Muslims and Jews in America: They Could be Close, but Aren’t
During the past ten years, approximately 170 American Muslims have been arrested for plotting terror attacks against Jews or materially aiding other terrorists. While the numbers are relatively small, the danger is real enough. Isn’t it only reasonable to wonder whether these individuals were moved by anti-Jewish passions that are shared by others in the American Muslim community?
On August 26, 2011, eleven American Muslim leaders and two Muslim congressmen addressed a letter to Hamas criticizing its treatment of Gilad Shalit and calling for Shalit’s release. Isn’t it just as reasonable to wonder whether these individuals were moved by a humane sympathy for Jews that is shared by others in the American Muslim community?
To answer such questions, investigating American Muslim attitudes towards Jews might seem a natural enough pursuit for American Jews. But to judge by the recently published collection of essays Muslims and Jews in America: Commonalities, Contentions, and Complexities, genuine investigation is being pushed aside in favor of a political agenda that marginalizes voices from the right and uses Israel as a punching bag in the name of inter-communal “dialogue.”
Muslims and Jews in America takes pains to appear even-handed. One editor is Muslim, the other Jewish. The 16 essays are evenly divided between Jewish and Muslim authors. But aside from these symmetries, the book has little internal coherence. Some chapters read like advertisements for organizations such as J Street and Tikkun. Others include an inquiry into assimilation and separation patterns among Iranian Jews and Muslims in Los Angeles and an exchange of letters on feminist theology between a Jewish and a Muslim feminist.
But there are deeper flaws than the book’s patchwork character. Though the volume is purportedly about America, Reza Aslan, the Iranian-American polemicist who is one of the co-editors, begins his introductory essay by describing Israel’s security barrier:
Call it a security fence, a separation barrier, a seam zone, an apartheid wall… . For Muslim and Christian Palestinians, the divide is merely the most physical manifestation of what they view as Israel’s policy of ethnic and religious segregation.
From Aslan’s account, you would think that West Bank Palestinians are fighting a 1960’s American-style battle to integrate Israel. This is, of course, not true. More important, the barrier has nothing to do with manifesting a “policy of ethnic and religious segregation”—20 percent of Israel’s population is Arab—and everything to do with security. It is outrageous for Aslan to claim otherwise. (We should not be surprised: Aslan recently edited a collection of essays on Middle Eastern literature that included writings in Urdu but nothing in Hebrew. Muslims and Jews in America calls on both groups to “recognize each other’s pain.” But, although Israel is fair game, you won’t find a word in the book about the hundred-year Arab-Muslim war against minorities in the Middle East, including the mid-20th-century uprooting and shakedown of almost a million Jews.
The bias hardly ends there. In a paean to brotherhood, the book includes a 2007 address by Rabbi Eric Yoffie, president of the Union of Reform Judaism (URJ), to the 44th annual convention of the Islam Society of North America (ISNA) and the reciprocal address in the same year by Dr. Ingrid Mattson, president of ISNA, to the URJ’s 69th annual conference. The problem is that the ISNA has a history of playing host to Muslim extremists; it was once deeply connected to the Muslim Brotherhood. Is ISNA’s Muslim Brotherhood connection a thing of the past? Does ISNA allow the presence of Muslim extremists only because it seeks to be inclusive? In an honest dialogue we would face and discuss these questions, but on this occasion neither Rabbi Yoffie nor Dr. Mattson did. Instead, Rabbi Yoffie’s address was a robust Enlightenment-style attack on the “profound ignorance” that he considers the cause of anti-Muslim passions in America.
The book’s most egregious example of closed-mindedness posing as enlightened discourse is “American Jews & American Muslims of Love” by Rabbi Michael Lerner, the engine behind the “spiritually progressive” journal Tikkun. Lerner feels no need to pose difficult questions in order to navigate a complex reality. Instead, he strikes an emotional pose. There are two kinds of people in the world, he says, those moved by “fear” and those moved by “love.” It’s not hard to guess which side Lerner comes down on. “Security,” he blithely asserts, “comes from generosity and love.” If you think differently, you belong to the “Jews of Fear” (read “conservatives”), part of the fear-mongers in every society who hold back the spiritual evolution of our planet.
It’s pretty sad. There could be real cooperation and understanding here, instead it looks as though what we have is a bunch of people with separate agendas who are talking AT each other without listening, and who are proclaiming “Look at how tolerant I am! Look at how understanding I am!” whilc remaining intolerant and ignorant.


TASK TO CARRY OUT
Repeat the entries that follow from start to finish, keeping every character.

[Dataset listings of figures]
--- START ---

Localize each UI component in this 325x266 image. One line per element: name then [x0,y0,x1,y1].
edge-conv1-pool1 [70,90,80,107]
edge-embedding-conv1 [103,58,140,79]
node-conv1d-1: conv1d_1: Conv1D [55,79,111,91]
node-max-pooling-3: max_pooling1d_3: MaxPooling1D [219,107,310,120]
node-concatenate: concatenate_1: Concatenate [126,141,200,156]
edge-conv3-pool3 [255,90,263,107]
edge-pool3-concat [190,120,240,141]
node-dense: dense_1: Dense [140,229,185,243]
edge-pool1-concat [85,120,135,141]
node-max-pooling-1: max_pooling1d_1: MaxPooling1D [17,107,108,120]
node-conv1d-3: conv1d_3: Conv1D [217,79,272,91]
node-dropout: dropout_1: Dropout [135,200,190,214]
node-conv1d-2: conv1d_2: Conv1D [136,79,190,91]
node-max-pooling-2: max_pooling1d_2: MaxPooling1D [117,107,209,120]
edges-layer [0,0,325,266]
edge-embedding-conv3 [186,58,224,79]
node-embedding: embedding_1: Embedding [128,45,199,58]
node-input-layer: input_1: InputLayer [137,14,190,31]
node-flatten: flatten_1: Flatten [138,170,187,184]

--- END ---

FINAL ANSWER
Localize each UI component in this 325x266 image. One line per element: name then [x0,y0,x1,y1].
edge-conv1-pool1 [70,90,80,107]
edge-embedding-conv1 [103,58,140,79]
node-conv1d-1: conv1d_1: Conv1D [55,79,111,91]
node-max-pooling-3: max_pooling1d_3: MaxPooling1D [219,107,310,120]
node-concatenate: concatenate_1: Concatenate [126,141,200,156]
edge-conv3-pool3 [255,90,263,107]
edge-pool3-concat [190,120,240,141]
node-dense: dense_1: Dense [140,229,185,243]
edge-pool1-concat [85,120,135,141]
node-max-pooling-1: max_pooling1d_1: MaxPooling1D [17,107,108,120]
node-conv1d-3: conv1d_3: Conv1D [217,79,272,91]
node-dropout: dropout_1: Dropout [135,200,190,214]
node-conv1d-2: conv1d_2: Conv1D [136,79,190,91]
node-max-pooling-2: max_pooling1d_2: MaxPooling1D [117,107,209,120]
edges-layer [0,0,325,266]
edge-embedding-conv3 [186,58,224,79]
node-embedding: embedding_1: Embedding [128,45,199,58]
node-input-layer: input_1: InputLayer [137,14,190,31]
node-flatten: flatten_1: Flatten [138,170,187,184]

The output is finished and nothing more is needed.